[ german ]

With Terry Fox the artworld has lost one its best. Although his voice has not faded with his passing.

I have been fortunate enough to have worked with Terry three times since 1996. A fourth project, already underway, is to remain unfinished due to Terry Fox' death. It was to be a special and very personal filmed tribute to the artist and the man, directed by the Austrian filmmaker Sabine Groschup.

Terry Fox's legacy to Vienna, a city with a place in his heart since the end of the 1970s although he did not revisit for over thirty years, is his eight-channel soundtrack entitled 'Acousticks'.
For this sound work Terry Fox employed a historical metronome for the first time not to set the tact but as an instrument. While he was working on the piece he learned that a prototype of the metronome was built and patented in Vienna by Johann Nepomuk Mälzel, back in 1816. This coincidence was a source of particular pleasure to Terry Fox.
A beautiful form of notation was developed for 'Acousticks' using a series of musicological terms covering the temporal aspects of music, from largo (40 beats per minute) to prestissimo (208 beats per minute). This notation adorns the poster for TONSPUR 23 by Terry Fox.

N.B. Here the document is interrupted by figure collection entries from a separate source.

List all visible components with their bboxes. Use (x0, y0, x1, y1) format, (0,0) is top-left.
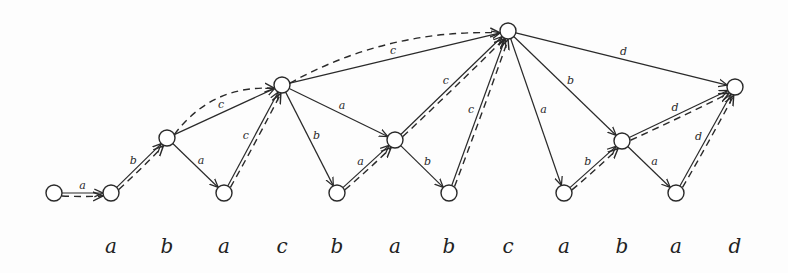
input-character: b (157, 234, 177, 258)
suffix-link-edge (62, 196, 103, 197)
state-node (727, 79, 743, 95)
automaton-diagram: abaccbaacbccabbaddd abacbabcabad (0, 0, 788, 273)
edge-label: b (584, 155, 591, 168)
edge-label: b (130, 154, 137, 167)
suffix-link-edge (631, 93, 730, 140)
state-node (500, 23, 516, 39)
state-node (216, 185, 232, 201)
edge-label: b (313, 129, 320, 142)
input-character: a (666, 234, 686, 258)
edge-label: d (620, 45, 627, 58)
edge-label: c (243, 129, 249, 142)
transition-edge (343, 145, 389, 187)
state-node (441, 185, 457, 201)
suffix-link-edge (119, 146, 164, 190)
state-node (46, 185, 62, 201)
graph-canvas: abaccbaacbccabbaddd (0, 0, 788, 273)
edge-label: c (468, 103, 474, 116)
edge-label: a (339, 99, 346, 112)
input-character: b (439, 234, 459, 258)
input-character: a (101, 234, 121, 258)
edge-label: a (357, 155, 364, 168)
edge-label: d (672, 101, 679, 114)
suffix-link-edge (403, 39, 504, 137)
state-node (556, 185, 572, 201)
transition-edge (401, 37, 502, 135)
edge-label: d (695, 130, 702, 143)
edge-label: a (540, 103, 547, 116)
transition-edge (117, 144, 162, 188)
transition-edge (514, 37, 616, 136)
edge-label: a (79, 179, 86, 192)
suffix-link-edge (572, 149, 618, 190)
edge-label: b (424, 155, 431, 168)
edge-label: b (567, 74, 574, 87)
edge-label: a (651, 155, 658, 168)
transition-edge (452, 39, 506, 186)
edge-label: a (198, 154, 205, 167)
input-character: c (498, 234, 518, 258)
transition-layer (62, 33, 731, 193)
transition-edge (629, 90, 728, 137)
suffix-link-edge (230, 93, 280, 187)
state-node (614, 133, 630, 149)
transition-edge (173, 144, 218, 188)
state-node (668, 185, 684, 201)
transition-edge (628, 147, 670, 188)
input-character: a (385, 234, 405, 258)
state-node (274, 77, 290, 93)
transition-edge (680, 94, 731, 186)
edge-label: c (218, 98, 224, 111)
transition-edge (401, 146, 444, 188)
state-node (387, 132, 403, 148)
edge-label: c (390, 44, 396, 57)
input-character: a (554, 234, 574, 258)
input-character: b (327, 234, 347, 258)
suffix-link-edge (345, 148, 391, 190)
edge-label: c (443, 74, 449, 87)
state-node (103, 185, 119, 201)
transition-edge (290, 33, 500, 83)
transition-edge (570, 146, 616, 187)
state-node (159, 130, 175, 146)
suffix-link-edge (683, 95, 734, 187)
transition-edge (511, 39, 562, 186)
edge-label-layer: abaccbaacbccabbaddd (79, 44, 702, 192)
state-node (329, 185, 345, 201)
input-character: d (725, 234, 745, 258)
input-character: c (272, 234, 292, 258)
input-character: a (214, 234, 234, 258)
input-character: b (612, 234, 632, 258)
transition-edge (516, 33, 727, 85)
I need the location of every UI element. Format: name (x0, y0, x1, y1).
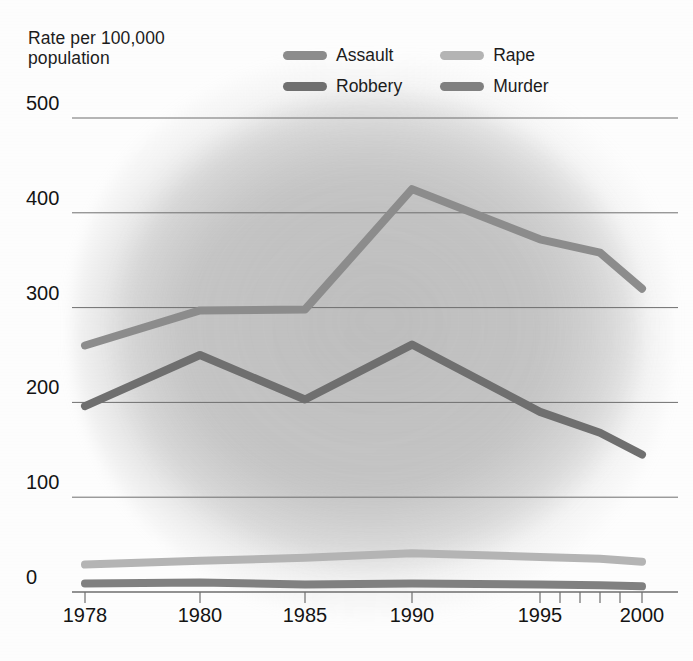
gridlines (72, 118, 678, 592)
series-line-murder (85, 583, 642, 587)
legend-item-rape: Rape (440, 44, 548, 66)
legend-item-murder: Murder (440, 75, 548, 97)
legend-swatch-assault (283, 51, 327, 60)
x-tick-label-1980: 1980 (178, 604, 223, 627)
y-tick-label-0: 0 (26, 566, 37, 589)
y-tick-label-500: 500 (26, 92, 59, 115)
x-tick-label-1985: 1985 (283, 604, 328, 627)
x-tick-label-2000: 2000 (620, 604, 665, 627)
legend-swatch-murder (440, 82, 484, 91)
series-line-rape (85, 553, 642, 564)
legend-swatch-rape (440, 51, 484, 60)
series-lines (85, 189, 642, 586)
y-tick-label-400: 400 (26, 187, 59, 210)
legend-swatch-robbery (283, 82, 327, 91)
y-axis-title: Rate per 100,000 population (28, 28, 165, 68)
chart-page: Rate per 100,000 population Assault Rape… (0, 0, 693, 661)
legend-label-rape: Rape (493, 45, 535, 65)
y-tick-label-300: 300 (26, 282, 59, 305)
series-line-robbery (85, 345, 642, 455)
legend-item-robbery: Robbery (283, 75, 402, 97)
x-axis-ticks (85, 592, 642, 603)
legend-label-assault: Assault (336, 45, 393, 65)
legend-label-murder: Murder (493, 76, 548, 96)
x-tick-label-1995: 1995 (518, 604, 563, 627)
chart-legend: Assault Rape Robbery Murder (283, 44, 549, 97)
x-tick-label-1978: 1978 (63, 604, 108, 627)
legend-label-robbery: Robbery (336, 76, 402, 96)
chart-plot-area (0, 0, 693, 661)
y-tick-label-200: 200 (26, 376, 59, 399)
y-tick-label-100: 100 (26, 471, 59, 494)
legend-item-assault: Assault (283, 44, 402, 66)
x-tick-label-1990: 1990 (390, 604, 435, 627)
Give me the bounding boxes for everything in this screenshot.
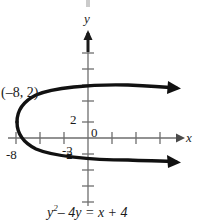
vertex-point-label: (–8, 2) xyxy=(1,86,38,100)
y-tick-label-neg2: -2 xyxy=(62,144,73,157)
x-tick-label-neg8: -8 xyxy=(6,148,17,161)
x-axis-arrowhead xyxy=(176,134,185,143)
figure-canvas: (–8, 2) y x -8 -2 2 -2 0 y2– 4y = x + 4 xyxy=(0,0,200,224)
origin-label: 0 xyxy=(91,126,98,139)
y-tick-label-2: 2 xyxy=(70,113,77,126)
graph-plot xyxy=(0,0,200,224)
equation-rest: – 4y = x + 4 xyxy=(58,205,128,220)
parabola-lower-arrowhead xyxy=(167,155,181,168)
parabola-upper-branch xyxy=(17,85,176,122)
parabola-curve xyxy=(17,81,181,168)
equation-caption: y2– 4y = x + 4 xyxy=(47,204,128,220)
parabola-upper-arrowhead xyxy=(167,81,181,94)
x-axis-label: x xyxy=(186,131,192,144)
y-axis-group xyxy=(82,30,94,206)
y-axis-label: y xyxy=(84,12,90,25)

'Acousticks' was produced in February 2008, during a month he enjoyed tremendously as TONSPUR Artist in Residence at quartier21 in the Museumsquartier Wien, where he was joined by his wife, the filmmaker and writer Marita Loosen.

The world premier of the extremely intense sounding TONSPUR 23 was held on 24.2.08 in the TONSPUR_passage in the MQ Wien. 'Acousticks' could then be heard daily from 10am – 8pm at the same venue until 31.5.08.

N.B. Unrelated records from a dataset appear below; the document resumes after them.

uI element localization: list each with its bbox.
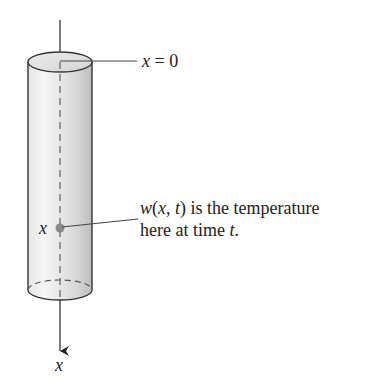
- annotation-line-2: here at time t.: [140, 220, 239, 240]
- point-x-label: x: [38, 218, 47, 238]
- point-marker: [56, 224, 65, 233]
- heat-rod-diagram: x = 0 x w(x, t) is the temperature here …: [0, 0, 372, 386]
- annotation-line-1: w(x, t) is the temperature: [140, 198, 319, 219]
- rod-body: [28, 62, 92, 300]
- axis-x-label: x: [54, 355, 63, 375]
- x-zero-label: x = 0: [141, 51, 178, 71]
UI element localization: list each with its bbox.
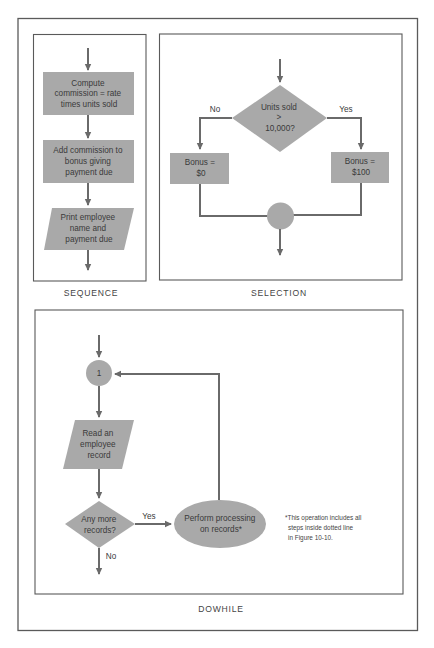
sequence-caption: SEQUENCE xyxy=(64,288,119,298)
selection-caption: SELECTION xyxy=(251,288,307,298)
loop-connector-circle: 1 xyxy=(86,360,112,386)
decision-line: records? xyxy=(84,526,116,535)
dowhile-panel: 1 Read an employee record Any more recor… xyxy=(35,310,403,614)
selection-panel: Units sold > 10,000? No Yes Bonus = $0 B… xyxy=(160,34,403,298)
dowhile-caption: DOWHILE xyxy=(198,604,244,614)
decision-line: 10,000? xyxy=(265,124,295,133)
decision-line: Units sold xyxy=(261,103,297,112)
merge-line-left xyxy=(200,184,268,216)
yes-label: Yes xyxy=(339,105,352,114)
footnote: *This operation includes all steps insid… xyxy=(285,514,363,542)
yes-branch-line xyxy=(327,118,361,149)
step-line: bonus giving xyxy=(65,157,111,166)
step-line: Print employee xyxy=(61,213,116,222)
process-line: on records* xyxy=(200,525,243,534)
process-ellipse-perform-processing: Perform processing on records* xyxy=(174,500,266,548)
merge-connector xyxy=(267,203,294,230)
io-parallelogram-print-employee: Print employee name and payment due xyxy=(44,208,134,250)
process-box-bonus-hundred: Bonus = $100 xyxy=(331,152,389,183)
loop-back-line xyxy=(115,374,219,500)
footnote-line: steps inside dotted line xyxy=(288,524,353,532)
read-line: Read an xyxy=(82,429,113,438)
step-line: payment due xyxy=(65,168,113,177)
step-line: name and xyxy=(70,224,107,233)
footnote-line: *This operation includes all xyxy=(285,514,361,522)
yes-label: Yes xyxy=(142,512,155,521)
step-line: Add commission to xyxy=(53,146,123,155)
process-box-compute-commission: Compute commission = rate times units so… xyxy=(43,72,134,115)
no-label: No xyxy=(106,552,117,561)
step-line: commission = rate xyxy=(55,89,122,98)
decision-line: > xyxy=(276,113,281,122)
branch-line: $100 xyxy=(352,168,371,177)
branch-line: Bonus = xyxy=(185,158,215,167)
connector-label: 1 xyxy=(97,369,102,378)
read-line: record xyxy=(87,451,111,460)
io-parallelogram-read-record: Read an employee record xyxy=(63,420,134,469)
read-line: employee xyxy=(80,440,116,449)
process-box-add-commission: Add commission to bonus giving payment d… xyxy=(43,140,134,183)
process-box-bonus-zero: Bonus = $0 xyxy=(170,153,229,184)
no-label: No xyxy=(210,105,221,114)
flowchart-figure: Compute commission = rate times units so… xyxy=(0,0,434,648)
step-line: Compute xyxy=(71,79,105,88)
decision-diamond-any-more-records: Any more records? xyxy=(65,501,135,548)
process-line: Perform processing xyxy=(184,514,255,523)
branch-line: Bonus = xyxy=(345,157,375,166)
decision-diamond-units-sold: Units sold > 10,000? xyxy=(232,85,327,152)
footnote-line: in Figure 10-10. xyxy=(288,534,333,542)
step-line: payment due xyxy=(65,235,113,244)
decision-line: Any more xyxy=(81,515,116,524)
branch-line: $0 xyxy=(196,169,206,178)
merge-line-right xyxy=(293,183,361,215)
no-branch-line xyxy=(200,118,232,149)
step-line: times units sold xyxy=(61,100,118,109)
sequence-panel: Compute commission = rate times units so… xyxy=(34,35,147,299)
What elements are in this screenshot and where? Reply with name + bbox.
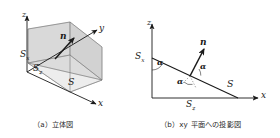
angle-label-alpha-mid: α [177, 77, 183, 85]
helper-horizontal-dashed [182, 76, 190, 84]
normal-label-n-b: n [200, 38, 207, 47]
axis-label-z-b: z [147, 19, 151, 27]
surface-label-s-a: S [68, 77, 75, 87]
surface-label-sz-a: Sz [33, 64, 42, 76]
segment-label-sz-b: Sz [186, 100, 195, 112]
surface-label-sx-a-sub: x [26, 55, 29, 61]
axis-label-z-a: z [22, 11, 26, 19]
segment-label-s-b: S [227, 79, 234, 89]
segment-label-sx-b: Sx [135, 52, 144, 64]
caption-panel-a: （a）立体図 [33, 119, 74, 129]
angle-label-alpha-right: α [200, 62, 206, 70]
axis-label-y-a: y [99, 24, 104, 33]
axis-label-x-a: x [98, 99, 103, 108]
angle-label-alpha-top: α [157, 58, 163, 66]
caption-panel-b: （b）xy 平面への投影図 [160, 119, 241, 129]
panel-a-3d-view [27, 16, 102, 104]
segment-label-sx-b-sub: x [141, 57, 144, 63]
normal-label-n-a: n [60, 32, 67, 41]
segment-label-sz-b-sub: z [192, 105, 195, 111]
angle-arc-mid [184, 82, 193, 85]
surface-label-sz-a-sub: z [39, 69, 42, 75]
surface-label-sx-a: Sx [20, 50, 29, 62]
segment-s-line [152, 58, 238, 98]
axis-label-x-b: x [261, 91, 266, 100]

A personal note: 23 is my favourite number, and so for TONSPUR 23 I wanted to invite an artist whose work with sound I find particularly impressive.
It could only be Terry Fox.

Having started as a painter, Terry Fox found his spiritual and creative home in the European Fluxus movement, and especially in the context of performance and Happenings.
Early Body Art would be unthinkable without Terry Fox, he was also one of the pioneering forces behind contemporary sound art, and so for the contemporary understanding of sound as a raw material in the Fine Arts.
Highly valued by his colleagues, curators, mediators and theorists alike, in the course of over four decades Terry Fox was also always an inspiration and an icon for subsequent generations.

Terry Fox was impressive in every way: his thinking, his actions and his production.
He will last in the collective memory of all who see art as a decisive ingredient for a richer life. He was enormously adaptable, occasionally radical, frequently silent, and deeply expert at making art that was always blessed with poetic wealth, an art that was his life.

His artistic impact and oeuvre earns the greatest of respect and appreciation as a lifelong achievement. A great and comprehensive body of work that has now become his legacy, following his death, bears testimony to this. It must not be forgotten, and it is our task to ensure that it this does not happen.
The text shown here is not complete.